The world is not yet fair or safe for women. Inspriring Women Changemakers exists to change that.
What We Do: For Organisations
We specialise in the design choices that most diversity programmes never reach. We know that women experience disproportionate inequality at every level of working life: in pay, progression, access to leadership, and protection from harm. When race, disability, age, neurodivergence or other factors are added, the barriers compound. IWC works with values-led organisations, boards and funders to address this structurally, not symptomatically.
The 2025 Charity Governance Code makes equity a governance priority, making Boards accountable for demonstrating progress. That means examining governance architecture: who sets the agenda, how authority is distributed, whose expertise is recognised as strategic, and whether the people most affected by decisions have genuine influence over them.

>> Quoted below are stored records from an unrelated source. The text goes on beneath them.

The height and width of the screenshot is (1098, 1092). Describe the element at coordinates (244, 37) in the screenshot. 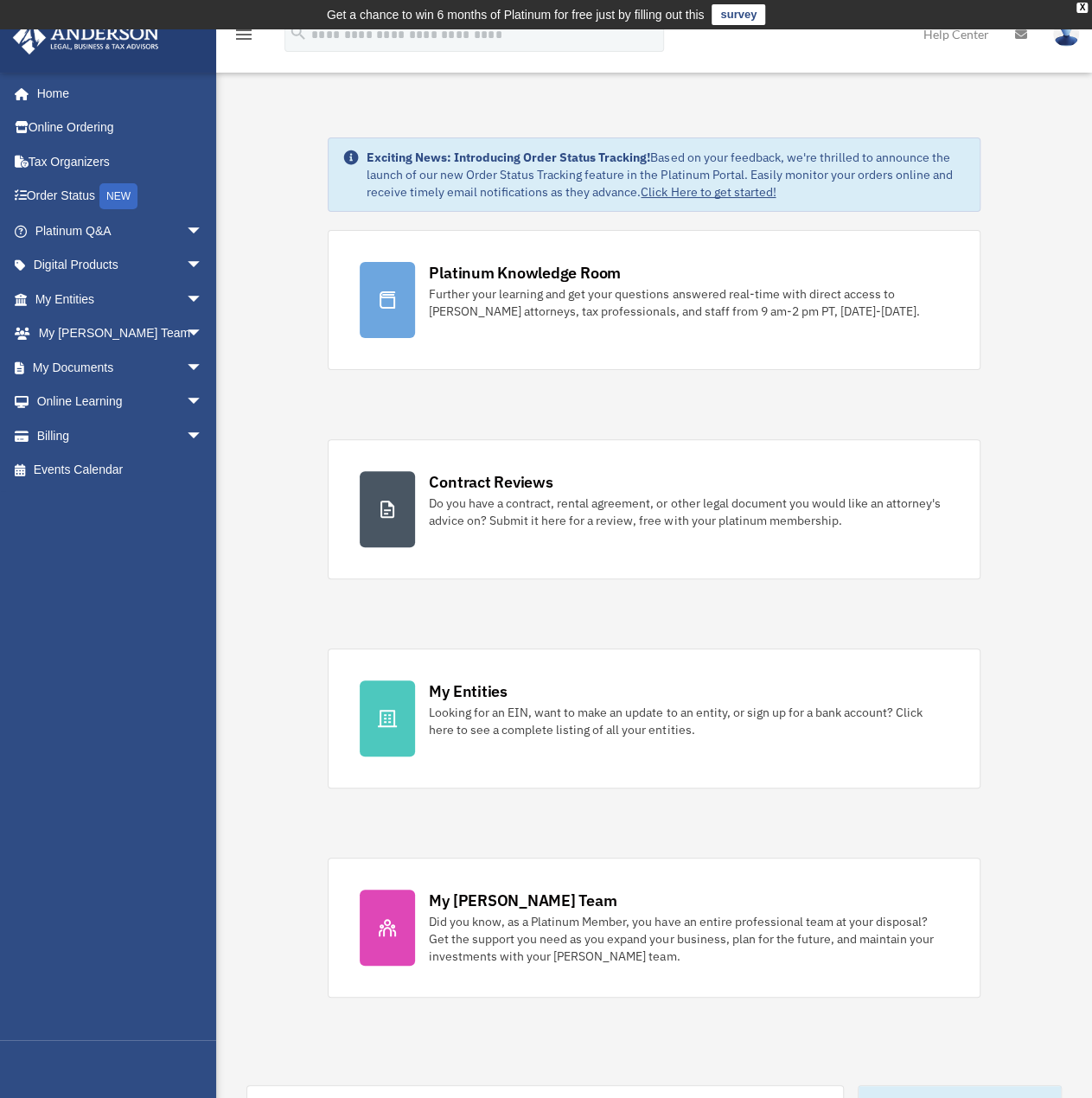

I see `a: menu` at that location.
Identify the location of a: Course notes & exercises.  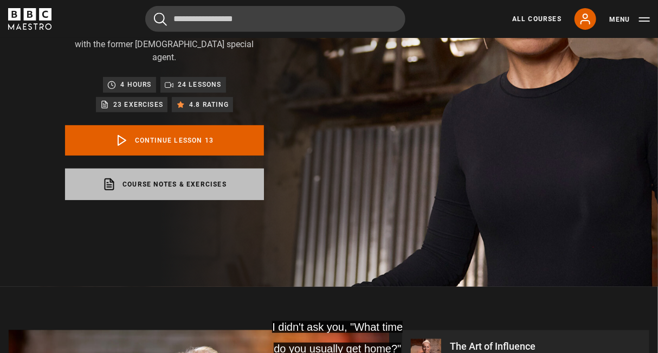
(164, 184).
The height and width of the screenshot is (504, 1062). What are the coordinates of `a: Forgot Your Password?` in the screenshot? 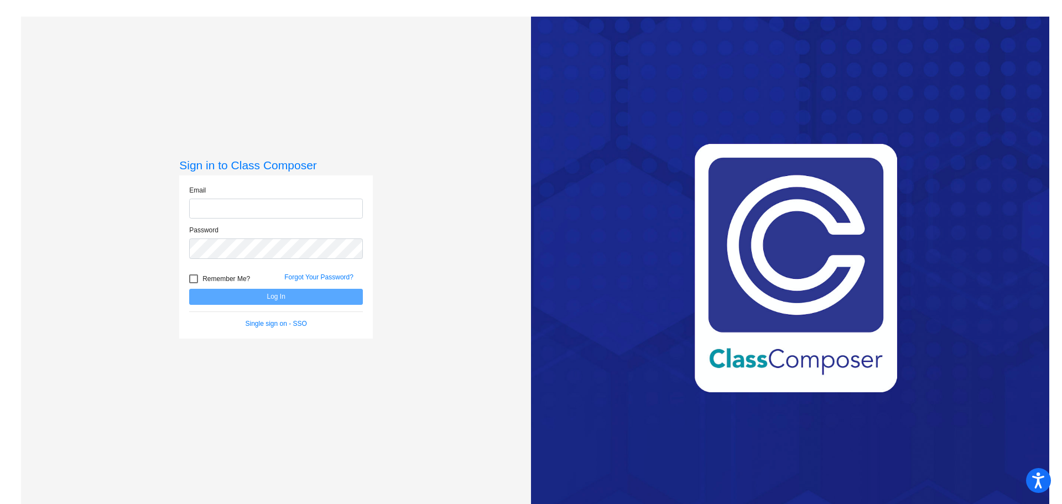 It's located at (318, 277).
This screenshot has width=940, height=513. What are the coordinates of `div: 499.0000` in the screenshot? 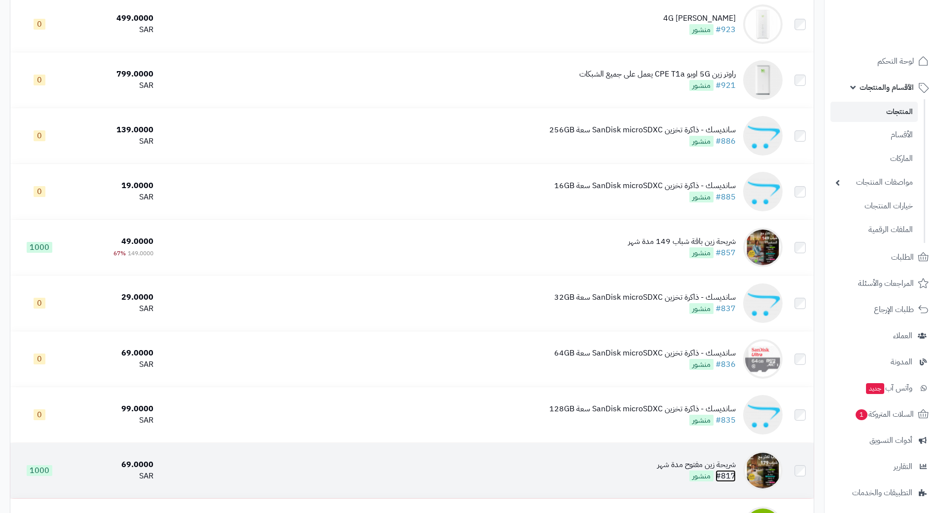 It's located at (113, 18).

Anj brings deep expertise in Shifting Power principles, applying them to governance design and funding practice. She is one of fewer than 1% of Black and brown women in the UK holding governance roles at senior level and has served as Chair of arts organisation Freedom Studios and Independent Governor and Committee Chair at Leeds Arts University.

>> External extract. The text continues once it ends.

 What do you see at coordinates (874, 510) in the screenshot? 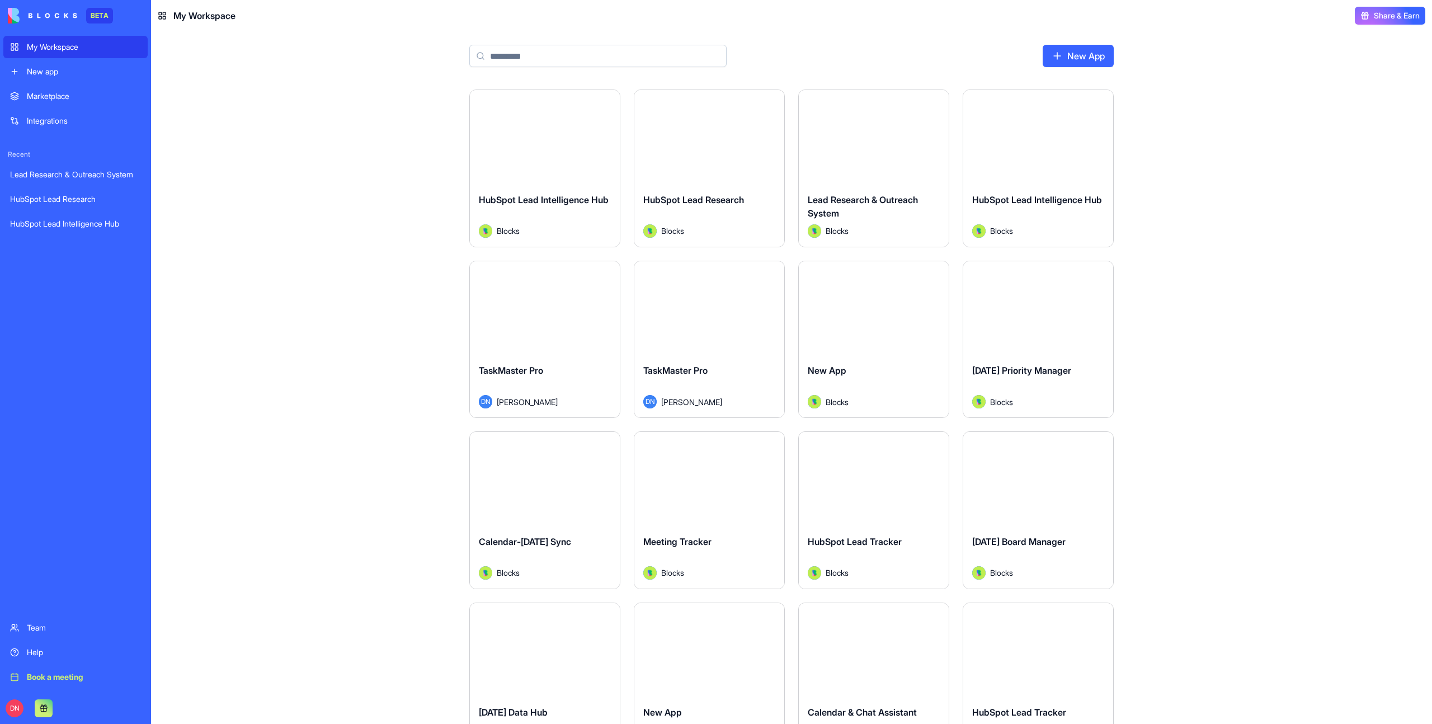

We work with charities, social enterprises, public sector bodies and purpose-led funders across the UK and internationally.
Our Values
IWC is built on a set of values that are more than aspirational statements. They are the standard against which we assess our own practice, and the basis on which we choose who we work with.
We are changemakers of all bodies, beliefs and backgrounds, united by a commitment to a world that is fair and safe for women and all marginalised people.
Integrity: we name what we see, including when it is uncomfortable, and we are honest about the limits of our own expertise. Organisations commissioning this work should expect the same directness from us that we ask of them.
Fairness: we promote justice, equity and inclusion in every relationship and decision, and we hold ourselves accountable to the same structural scrutiny we bring to the organisations we work with.
Generosity: we share time, resources and connection to uplift others. As a social business, we commit a minimum of 10% of our time to mentoring, pro bono sessions and subsidised places for changemakers experiencing hardship or harm.
Positivity: we hold hope and resilience as active practices. The scale of the problem has not diminished our conviction that structural change is possible, it has sharpened it.
What We Do: For Changemakers
Our community is for changemakers of all genders who want the world to become a safer, fairer place for women and other marginalised people. It is a space for the intersectional, sometimes uncomfortable conversations that more cautious spaces rarely hold well, and a practical resource for those building the skills, networks and strategies that sustained social change requires.
Too many changemakers are doing vital work in isolation, stretched thin and at risk of burnout. This community exists to change that: to ensure that the people working hardest for women’s rights and safety do not have to do it alone.
IWC is a place that’s safe for the messy, intersectional conversations that can be shied away from in other communities.” IWC member and behavioural specialist Cllr Adele Bates.